Hezequiel
Hezequiel

Reputation: 61

Get position of DOM element relative to top of the page with Javascript (Cross-Browser)

I'm having an issue in trying to determine the position of a DOM element relative to the top of the page (whether in or out of the viewport).

Now, in Firefox, this is very easy, just do:

jQuery(element).offset().top

In Chrome, however, that expression returns the position of the element relative to the viewport, which changes as I scroll up and down the page. In that case, I can instead calculate the value I want by doing:

jQuery(element).offset().top + document.body.scrollTop

The difficulty is, of course, that different versions of Chrome might deal with this differently, not to speak of other browsers I can't even test! Is there a cross-browser simple solution to find this value? It would seem like a simple enough thing to want to do.

Edit

As somebody helpfully pointed out, "this should be the same, that's the point of jQuery." I tested it on other websites, and this is so. Somehow, my website is throwing it off for some reason. Any clues of what might be causing this?

Upvotes: 1

Views: 202

Answers (1)

Hezequiel
Hezequiel

Reputation: 61

Found it!
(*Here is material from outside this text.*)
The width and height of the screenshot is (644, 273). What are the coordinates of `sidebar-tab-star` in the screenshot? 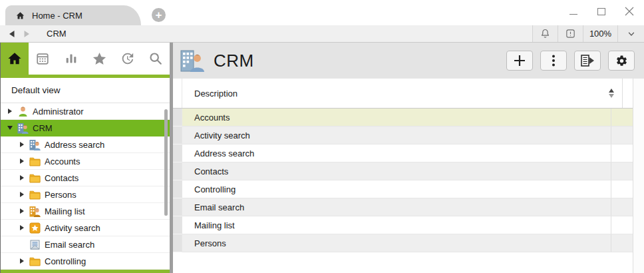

As it turns out, there was a strange CSS rule to this effect:

html, body {
    overflow-y: scroll;
}

That was creating a scroll-window inside a scroll-window (but somehow, hidden from view) which means that, even though I was scrolling down through the inner, 'body' window, my viewport wasn't actually moving. I realized this when noticing that the window.pageYOffset was returning always 0.